His father, David DeVore Sr., shot the video, currently with 141 million YouTube views, on a Flip camcorder following his son's tooth extraction for hyperdontia, a condition in which a person grows additional teeth. David DeVore Sr. says his son was administered ketamine, a psychedelic drug that's sometimes used in pediatric dental procedures.

The medication made David Jr. feel out of sorts — the Mayo Clinic lists "seeing, hearing, or feeling things that are not there" and "confusion" as potential side effects — but after ice cream and a nap, he was back to normal.

Before driving his son home from the dentist, David DeVore Sr. made the video.

"I did it for my wife who couldn't be at the appointment," DeVore, of Lake Mary, Florida, tells TODAY.com. He also posted the clip to YouTube, where it received several million views in less than a week.

At first, attention over the video made DeVore put up his guard.

"I have no problem if people come after me, as long as it's not directed toward my son," he says.

David DeVore
David DeVore Jr., a college student in Florida, is also known as "David After Dentist" from his 2008 viral video. Courtesy David DeVore

The complaints seemed to target DeVore's parenting choices, he says.

A newspaper editorial questioned whether he should be reported to child protective services or arrested for filming his son in a vulnerable state. Other articles and online critics questioned his paternal instincts. DeVore was invited as a guest on “The O’Reilly Factor,” where host Bill O’Reilly said the video was “exploitative."
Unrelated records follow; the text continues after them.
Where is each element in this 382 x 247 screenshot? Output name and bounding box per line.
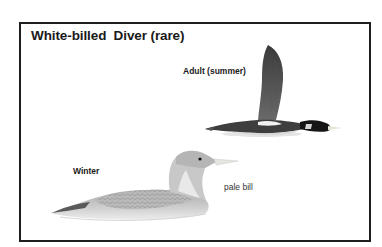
bird-illustrations [0,0,382,247]
winter-swimming-diver-illustration [50,151,238,221]
adult-flying-diver-illustration [205,45,342,137]
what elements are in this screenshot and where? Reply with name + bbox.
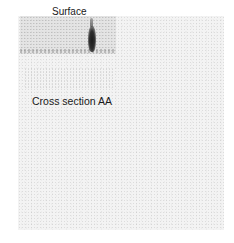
subsurface-region bbox=[24, 68, 114, 90]
dark-vertical-feature bbox=[88, 26, 96, 52]
micrograph-figure: Surface Cross section AA bbox=[0, 0, 234, 243]
surface-boundary-line bbox=[20, 49, 116, 53]
cross-section-label: Cross section AA bbox=[32, 95, 112, 107]
surface-label: Surface bbox=[52, 6, 86, 18]
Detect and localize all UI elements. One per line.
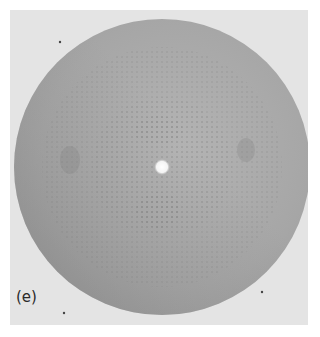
- diffraction-pattern: [10, 10, 308, 325]
- beam-center-spot: [154, 159, 170, 175]
- panel-label: (e): [16, 288, 37, 306]
- diffraction-image: [10, 10, 308, 325]
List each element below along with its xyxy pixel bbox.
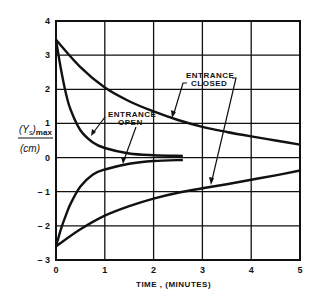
grid-lines xyxy=(56,21,300,260)
y-axis-ticks: 43210– 1– 2– 3 xyxy=(37,16,50,265)
svg-text:OPEN: OPEN xyxy=(118,118,143,127)
y-tick-label: 3 xyxy=(45,50,50,60)
series-line xyxy=(56,40,183,156)
y-tick-label: 1 xyxy=(45,118,50,128)
x-tick-label: 0 xyxy=(53,265,58,275)
y-tick-label: – 3 xyxy=(37,255,50,265)
svg-text:(cm): (cm) xyxy=(20,143,40,154)
x-axis-label: TIME , (MINUTES) xyxy=(136,280,211,289)
y-axis-label: (Ys)max (cm) xyxy=(18,124,53,154)
x-tick-label: 1 xyxy=(102,265,107,275)
data-curves xyxy=(56,40,300,247)
x-tick-label: 3 xyxy=(200,265,205,275)
x-tick-label: 4 xyxy=(249,265,254,275)
y-tick-label: – 2 xyxy=(37,221,50,231)
y-tick-label: – 1 xyxy=(37,187,50,197)
svg-text:CLOSED: CLOSED xyxy=(191,79,227,88)
y-tick-label: 0 xyxy=(45,153,50,163)
x-axis-ticks: 012345 xyxy=(53,265,302,275)
x-tick-label: 2 xyxy=(151,265,156,275)
series-line xyxy=(56,171,300,247)
x-tick-label: 5 xyxy=(297,265,302,275)
y-tick-label: 4 xyxy=(45,16,50,26)
chart: 012345 43210– 1– 2– 3 TIME , (MINUTES) (… xyxy=(0,0,317,300)
y-tick-label: 2 xyxy=(45,84,50,94)
plot-frame xyxy=(56,21,300,260)
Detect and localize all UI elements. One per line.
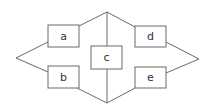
edge-right-apex bbox=[166, 42, 199, 73]
node-d: d bbox=[135, 26, 166, 47]
edge-bottom-apex bbox=[77, 88, 135, 103]
node-c-label: c bbox=[103, 51, 109, 64]
node-e: e bbox=[135, 67, 166, 88]
edge-left-apex bbox=[16, 42, 48, 72]
node-c: c bbox=[91, 46, 122, 69]
node-d-label: d bbox=[147, 30, 154, 43]
node-e-label: e bbox=[147, 71, 154, 84]
diagram-canvas: a b c d e bbox=[0, 0, 208, 109]
node-b-label: b bbox=[60, 71, 67, 84]
node-a-label: a bbox=[60, 30, 67, 43]
node-a: a bbox=[48, 25, 79, 47]
node-b: b bbox=[48, 66, 79, 88]
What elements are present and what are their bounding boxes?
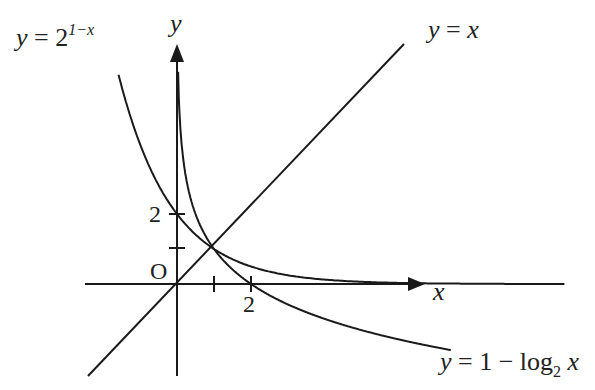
curve-identity-line (88, 44, 404, 376)
exp-y: y (13, 23, 28, 52)
y-axis-label: y (167, 9, 182, 38)
x-tick-label-2: 2 (243, 291, 255, 317)
graph-canvas: O x y 2 2 y = 21−x y = x y = 1 − log2 x (0, 0, 595, 390)
log-subscript: 2 (553, 363, 561, 380)
exp-superscript: 1−x (68, 21, 94, 38)
curve-logarithm (178, 72, 451, 350)
exp-eq: = 2 (28, 23, 69, 52)
log-curve-label: y = 1 − log2 x (437, 347, 580, 380)
exp-curve-label: y = 21−x (13, 21, 94, 52)
origin-label: O (150, 258, 167, 284)
y-tick-label-2: 2 (149, 201, 161, 227)
line-label: y = x (425, 15, 479, 44)
y-axis-arrow-icon (170, 44, 184, 62)
x-axis-label: x (432, 277, 445, 306)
(Fox New later parted ways with O'Reilly after The New York Times reported on sexual harassment allegations against him from multiple women, which he denied.)

Most people on the internet loved his son's sweet confusion, says DeVore, and the video embedded itself into pop culture.

The DeVore family was invited to appear on TODAY, celebrities like Justin Bieber and Joseph Gordon-Levitt parodied the footage and Homer Simpson referenced “The kid high on dentist gas” during a 2012 episode of "The Simpsons."

How much money did 'David After Dentist' make?

In 2021, the family sold the video as an NFT (a non-fungible token) for 3.3 Ethereum, a cryptocurrency valued then at more than $11,000.

The family has made numerous licensing deals, DeVore says: In 2010, a clip of "David After Dentist" was featured in a Super Bowl commercial and is currently included in The Audio Game, in which players pair audio clips with cards.

David DeVore Sr. says the money from the video helped the family over the years, and now that David is older he’s turning everything over to him.

David DeVore
David DeVore Jr. of Florida went viral in 2009 for appearing in the YouTube video "David After Dentist."Courtesy David DeVore

The father and son speculate that "David After Dentist" was "the first of its kind," inspiring a modern-day video trend in which people act silly on anesthesia while recovering from wisdom teeth surgery.

"If he hadn't screamed — which goes against his personality — I don't think it would have been as funny," notes DeVore. "The scream brought it to the next level."

David DeVore Jr.'s fondest memories from the viral video's aftermath include travel.

"We went to Brazil for a meme conference, New York City and Los Angeles," he says. He also starred on an episode of Tosh.0, during which his dad was administered fake laughing gas, then placed in the back of a car, where David drew on his face for "payback."

David's favorite memory: "I felt most famous when I got invited to the film premiere of 'Ralph Breaks The Internet' in 2008," he says.

In 2019, the University of Florida celebrated David's acceptance by tweeting, “Can’t wait to see David after high school!” with a tribute photo of former university president Ken Fuchs sitting in the backseat of a car.

More than 15 years later, David says he welcomes any lingering interest in his video.

"I love it," he says. "The video is an isolated part of my life — there's 'David After Dentist' and there's me. It's not part of my identity. It's just a thing that happened."